(Note: for the avoidance of confusion, this is not the same starfighter class as Raymond McVay has been posting over on the G+ fan community; so don’t be confused by the differences…)
“It looks like a blueberry croissant.”
“Blueberry croissant… of DEATH!”
– overheard at Golden Groves (Principalities) starport
HORNÉD MOON-CLASS STARFIGHTER
Operated by: Empire of the Star (Imperial Navy, Imperial State Security, & Imperial Exploratory Service; reliable UARC-sponsored mercenaries)
Type: Starfighter, Orbital and Near-Space Operations
Construction: Ashen Planitia Fleet Yards
Length: 24.8 m
Beam: 60.4 m
Gravity-well capable: Yes
Atmosphere capable: Yes (depending on loadout)
Personnel: 2 nominal, as follows:
Flight Commander / Sailing Master
Flight Engineer
AI expert system support.
(Can operate with a single pilot.)
Additional life support capacity exists to support four passengers in addition, although this requires hot-bunking in three shifts.
Drive: Nucleodyne Thrust Applications 2×1 “Little Sparky” antimatter-catalyzed fusion torch drive
Propellant: Deuterium slush / metallic antideuterium
Cruising (sustainable) thrust: 10.2 standard gravities (9.6 Earth G)
Peak (unsustainable) thrust: 14.0 standard gravities (13.2 Earth G)
Maximum velocity: 0.3 c (based on particle shielding)
Drones:
4 x hardpoint mountings for AKVs, typically Slasher-class
(Hardpoint mountings can also hold single-legionary drop pods, Piton-class, or covert ops equivalents.)
Sensors:
1 x standard navigational sensor suite, Cilmínar Spaceworks
1 x enhanced passive tactical sensor suite, miniature, Sy Astronautic Engineering Collective
1 x enhanced-resolution planetary surface-scan sensor suite, Imperial Exploratory Service (spec.)
Weapons:
“Flyswatter” point-defense laser grid, Artifice Armaments
Other Systems:
Artifice Armaments cyclic kinetic barrier system
Cilmínar Spaceworks Mark III long-duration canned/semi-regenerative life support
3 x Bright Shadow EC-780 information furnace data systems
Ashen Planitia 1-SF vector-control core and associated technologies
Cilmínar Spaceworks high-capacity thermal sinks and integrated radiator system
Aleph Null Systems tactical communications suite
Small craft:
None.
The Hornéd Moon-class is a small starfighter intended for fast attack and fast insertion missions in planetary orbit and deploying to the surface. As such, it has atmospheric capability, and even the ability to land.
In overall form, it resembles – as the quotation indicates – a croissant or crescent moon of flying-wing conformation, with the thin “inside” edge of the crescent facing forward. The two forward-facing points of the crescent are rounded, and rise to a near-cylinder at the for’ard end, and a rectangular section of the central section is “humped” at the rear; this contains the drives, whose nozzles protrude from this rectangular shroud aft.
Atop the starfighter, paired hardpoints on the dorsal hull to port and starboard hold the AKVs, when mounted. Additional mountings near them permit jettisonable fairings to be used to permit atmospheric entry or departure when non-streamlined AKVs are carried.
In between them, atop and for’ard of the drive shroud, radiative striping mounted directly atop the hull, beneath protective shutters, provides heat dissipation. To provide additional control (to the reaction wheel system) when in atmosphere, a number of multiple-purpose aerodynamic control surfaces are mounted along the leading edge of the hull, and to two small vertical stabilizers at the port and starboard edges of the drive shroud. Deployable rollagon landing gear are fitted ventrally in a multiple tailwheel configuration.
The main body of the ship is entirely devoted to fuel storage, with multiple deuterium tanks wrapping around the small antimatter cryocels for maximum protection. Meanwhile, the starboard near-cylinder provides housing for the ship’s avionics, including (beneath the forward-mounted radome and associated shuttered ports) for the triple sensor suites and tactical communications systems.
The starship’s small habitable area is located in that to port; the forward-facing airlock (whose outermost section is covered by a retractable streamlining fairing and extendable airstair) at far port gives onto a short corridor providing access to, in order, the ship’s bridge (behind an open viewport for close-maneuvering use), a two-pod sleeping area, a small room tripling as galley, fab shop, and rest area, and a single-person ‘fresher at corridor end. Limited avionics and life support access is possible through panels in this area; however, there is no pressurized access to the main avionics bay in the starboard near-cylinder or to engineering systems; such access requires EVA. Likewise, if drop pods are carried, access to those (for pre-deployment boarding, say) is only possible through EVA.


> [Aim of the exercise]: Filter out all lines without the word "Hall" from the data below, please, and copy the rest.
*** Opening Available data ***
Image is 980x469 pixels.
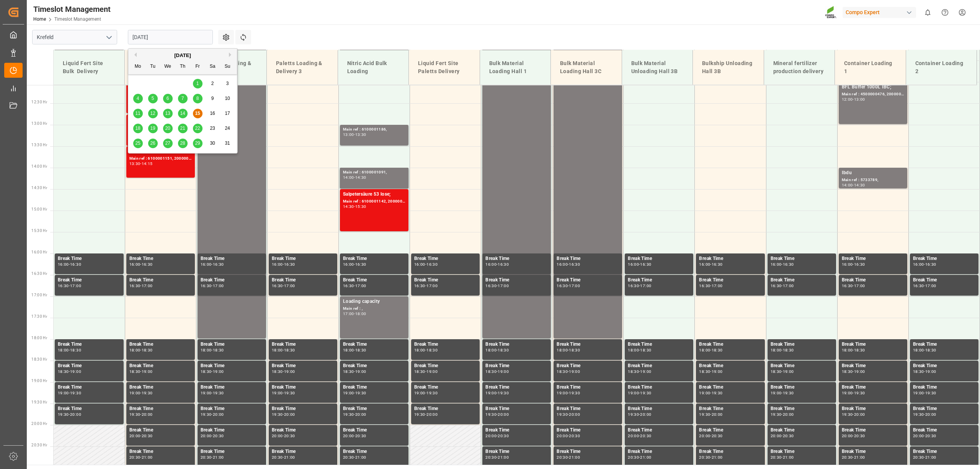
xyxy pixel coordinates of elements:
[343,305,405,312] div: Main ref : ,
[141,162,153,165] div: 14:15
[272,348,283,352] div: 18:00
[343,298,405,305] div: Loading capacity
[129,255,192,263] div: Break Time
[852,98,854,101] div: -
[223,79,233,88] div: Choose Sunday, August 3rd, 2025
[195,141,200,146] span: 29
[842,263,853,266] div: 16:00
[354,284,355,288] div: -
[148,124,158,133] div: Choose Tuesday, August 19th, 2025
[770,255,833,263] div: Break Time
[223,62,233,71] div: Su
[69,263,70,266] div: -
[193,139,203,148] div: Choose Friday, August 29th, 2025
[208,109,218,118] div: Choose Saturday, August 16th, 2025
[783,284,794,288] div: 17:00
[485,255,548,263] div: Break Time
[180,111,185,116] span: 14
[699,263,710,266] div: 16:00
[842,177,904,183] div: Main ref : 5733789,
[355,133,366,136] div: 13:30
[178,139,188,148] div: Choose Thursday, August 28th, 2025
[129,276,192,284] div: Break Time
[841,56,899,78] div: Container Loading 1
[569,263,580,266] div: 16:30
[343,348,354,352] div: 18:00
[70,284,81,288] div: 17:00
[272,341,334,348] div: Break Time
[343,126,405,133] div: Main ref : 6100001186,
[498,348,509,352] div: 18:30
[712,284,723,288] div: 17:00
[557,56,615,78] div: Bulk Material Loading Hall 3C
[699,276,762,284] div: Break Time
[140,284,141,288] div: -
[150,141,155,146] span: 26
[414,255,477,263] div: Break Time
[770,348,782,352] div: 18:00
[924,284,925,288] div: -
[710,263,711,266] div: -
[193,94,203,103] div: Choose Friday, August 8th, 2025
[569,284,580,288] div: 17:00
[854,348,865,352] div: 18:30
[180,141,185,146] span: 28
[854,98,865,101] div: 13:00
[211,263,213,266] div: -
[628,56,687,78] div: Bulk Material Unloading Hall 3B
[208,124,218,133] div: Choose Saturday, August 23rd, 2025
[140,162,141,165] div: -
[70,348,81,352] div: 18:30
[842,276,904,284] div: Break Time
[208,62,218,71] div: Sa
[272,255,334,263] div: Break Time
[842,255,904,263] div: Break Time
[783,263,794,266] div: 16:30
[557,284,568,288] div: 16:30
[343,263,354,266] div: 16:00
[919,4,936,21] button: show 0 new notifications
[223,139,233,148] div: Choose Sunday, August 31st, 2025
[129,284,141,288] div: 16:30
[128,52,237,59] div: [DATE]
[59,56,118,78] div: Liquid Fert Site Bulk Delivery
[343,191,405,198] div: Salpetersäure 53 lose;
[58,362,121,370] div: Break Time
[781,284,782,288] div: -
[31,228,47,233] span: 15:30 Hr
[213,284,224,288] div: 17:00
[163,94,173,103] div: Choose Wednesday, August 6th, 2025
[31,164,47,168] span: 14:00 Hr
[31,100,47,104] span: 12:30 Hr
[133,62,143,71] div: Mo
[913,276,976,284] div: Break Time
[210,141,215,146] span: 30
[223,109,233,118] div: Choose Sunday, August 17th, 2025
[284,263,295,266] div: 16:30
[196,81,199,86] span: 1
[854,284,865,288] div: 17:00
[640,284,651,288] div: 17:00
[31,336,47,340] span: 18:00 Hr
[486,56,545,78] div: Bulk Material Loading Hall 1
[842,341,904,348] div: Break Time
[208,94,218,103] div: Choose Saturday, August 9th, 2025
[128,30,213,44] input: DD.MM.YYYY
[226,81,229,86] span: 3
[485,348,497,352] div: 18:00
[150,126,155,131] span: 19
[283,284,284,288] div: -
[770,276,833,284] div: Break Time
[201,263,212,266] div: 16:00
[33,16,46,22] a: Home
[211,81,214,86] span: 2
[163,139,173,148] div: Choose Wednesday, August 27th, 2025
[485,276,548,284] div: Break Time
[568,348,569,352] div: -
[699,348,710,352] div: 18:00
[133,139,143,148] div: Choose Monday, August 25th, 2025
[770,284,782,288] div: 16:30
[924,348,925,352] div: -
[31,250,47,254] span: 16:00 Hr
[148,139,158,148] div: Choose Tuesday, August 26th, 2025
*** Closing Available data ***
> [Answer below]:
[557,56,615,78] div: Bulk Material Loading Hall 3C
[628,56,687,78] div: Bulk Material Unloading Hall 3B
[486,56,545,78] div: Bulk Material Loading Hall 1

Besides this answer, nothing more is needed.